Sunday, May 17, 2015

Mad Max: Fury Road

Tom Hardy takes over the title role in 2015's Mad Max: Fury Road. Unlike his predecessor in the part, Hardy has probably never addressed a female police officer as "sugar tits."

Perhaps you didn't realize that you needed to see Tom Hardy and Charlize Theron spend 120 minutes driving a giant war-semi covered in pointy things across a blasted and poisonous hellscape with literally one tree in it while they're being hotly pursued by a sort of mobile homicidal Burning Man Cirque du Soleil show on wheels, but trust me, holy crap you need to see that immediately and when you do you will not be able to believe your eyes.

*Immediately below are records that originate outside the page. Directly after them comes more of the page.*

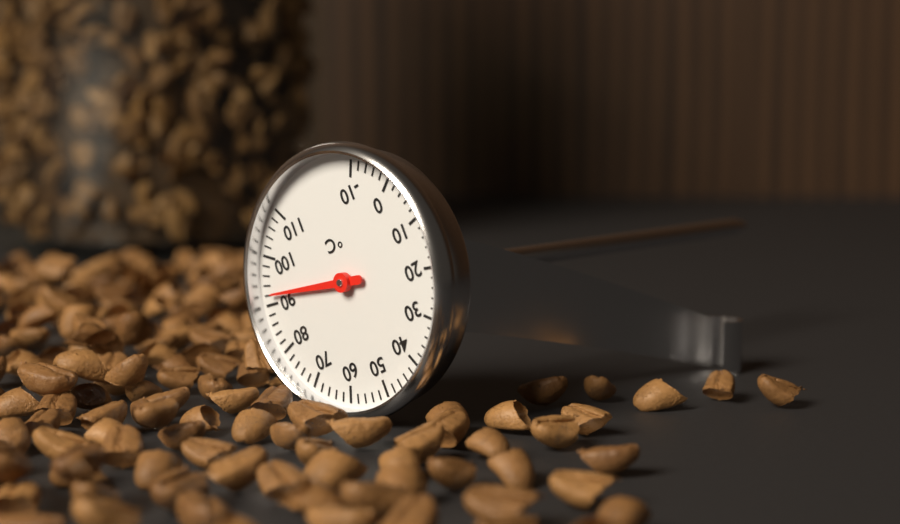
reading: 92 °C
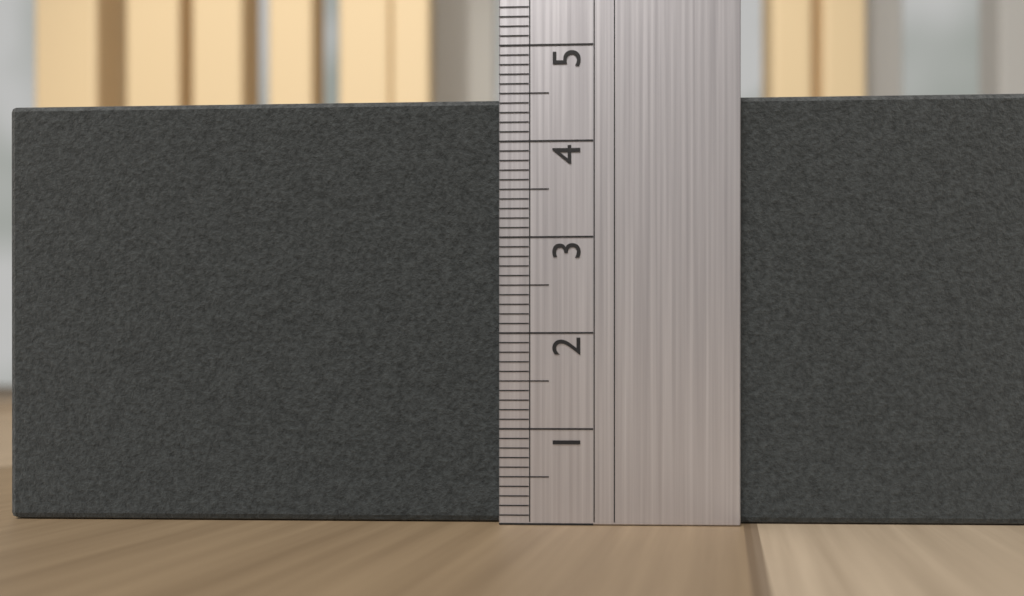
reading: 4.5 (no unit)
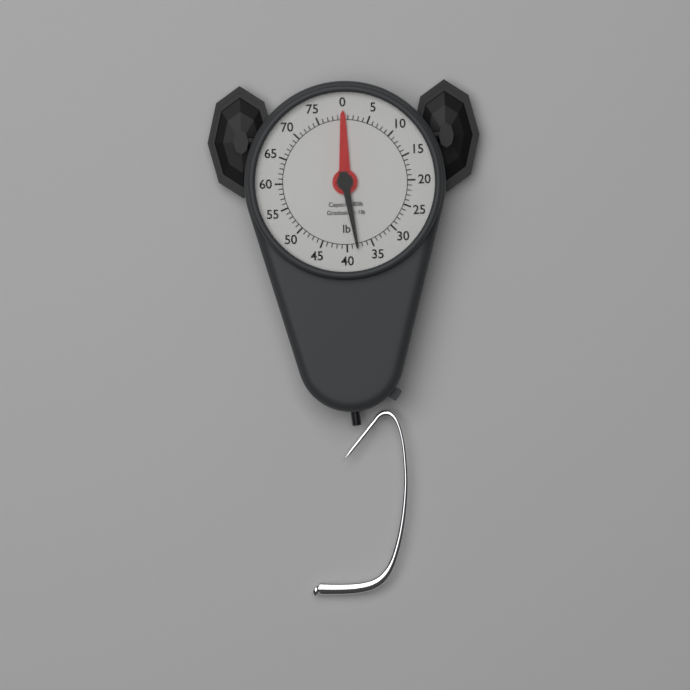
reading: 38 lb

A lesser movie would have just shown us a gearshift knob made out of the head of a human femur. Mad Max: Fury Road gives us a gearshift knob made out of the head of a human femur that pulls out of the gearshift and reveals itself to be the handle of a stiletto.* I really respect that kind of attention to detail.

If most action movies are advertising, then this one is poetry. Oh, Reader, this one is savage, glorious, blood-spattered poetry, full of explosions and piercing war cries and unlikely objects flying through the air in every direction. That's right, Reader. Shit in this movie gets so real that I can only convey the intensity of my excitement by addressing you directly. As soon as we got home, my boyfriend John plopped down on the couch in front of his Xbox, and, with glazed eyes and a dreamy tone in his voice, simply said: "I need to shoot things."

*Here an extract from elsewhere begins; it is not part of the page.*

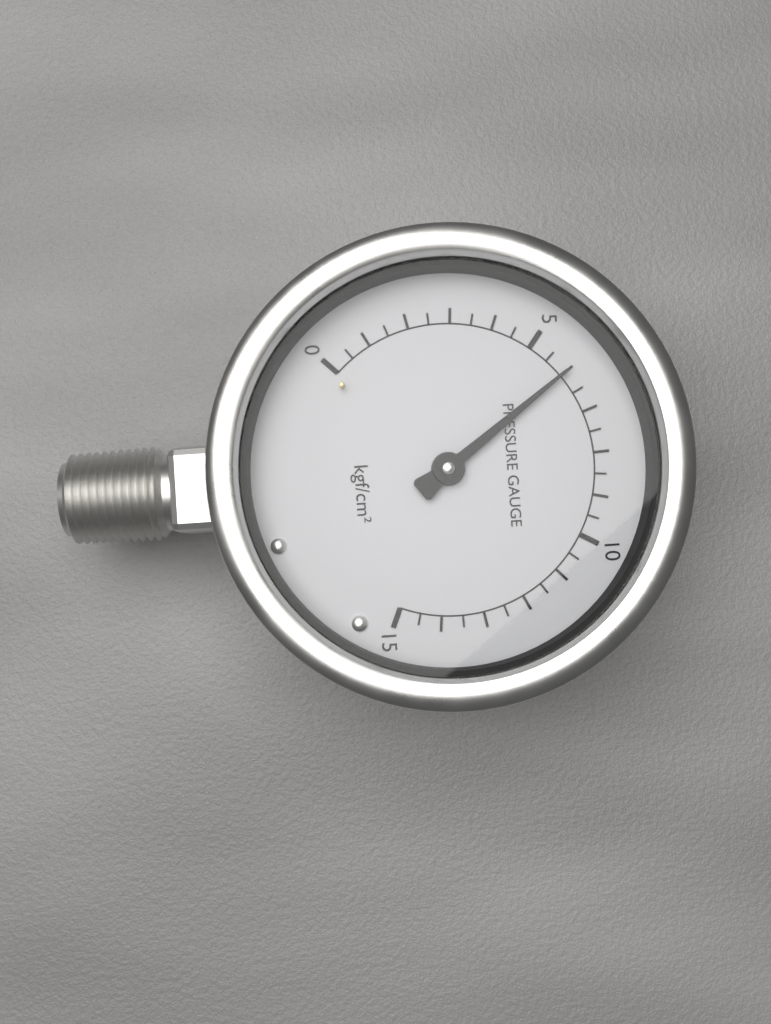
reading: 6.0 kgf/cm²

Start to finish, MM: FR is a chase scene. You would think that this would get boring, but it doesn't. MM: FR is a series of images rather than a series of words, and from the structure of his neverending chase, director George Miller suspends such exquisitely modulated, lovely, grotesque, heartbreaking images that I'm tempted to use words like "archetypal." This isn't an undergraduate term paper, so I'll leave "archetypal" out, but seriously, lots of parts of the movie were... that. The motorcycle-riding old wise woman who carries a precious leather valise full of seeds. The quiet moment when, surrounded by giant smoke-belching death machines, a young woman dressed in white sits in the cab of a vehicle, turning the crank of a tiny tinkly music box. And that part where a grief-stricken Charlize Theron tosses aside her prosthetic arm and drops to her knees in the sand to mourn.

As a side note, Charlize Theron's prosthetic arm is awesome. The movie constantly shows us human bodies and machines, how they're similar, how they interact with each other, how they can be broken, how they can be weapons, how they can be valuable, and how it's frequently important to get the right liquid into the right tube.

I don't want to tell you much more about this new Mad Max other than that it's the best movie I've seen in years. Big budget action films too often throw money at the screen in a way that's depressingly unimaginative, and this movie is an antidote to that. It is... not like other movies. It has nothing unnecessary in it, and there's a lot of stuff in it. Plus, it portrays women as believable, complex, interesting humans and in so doing has incurred the ire of so-called "men's rights activists," and anything that pisses off that gaggle of tiny-dicked, Ron-Paul-voting, internet-circlejerk-chatroom trolls has to have something going for it, right?


*The knob is actually made of the head and greater trochanter of a femur, but acknowledging the greater trochanter made the paragraph cumbersome, so I let it go unmentioned.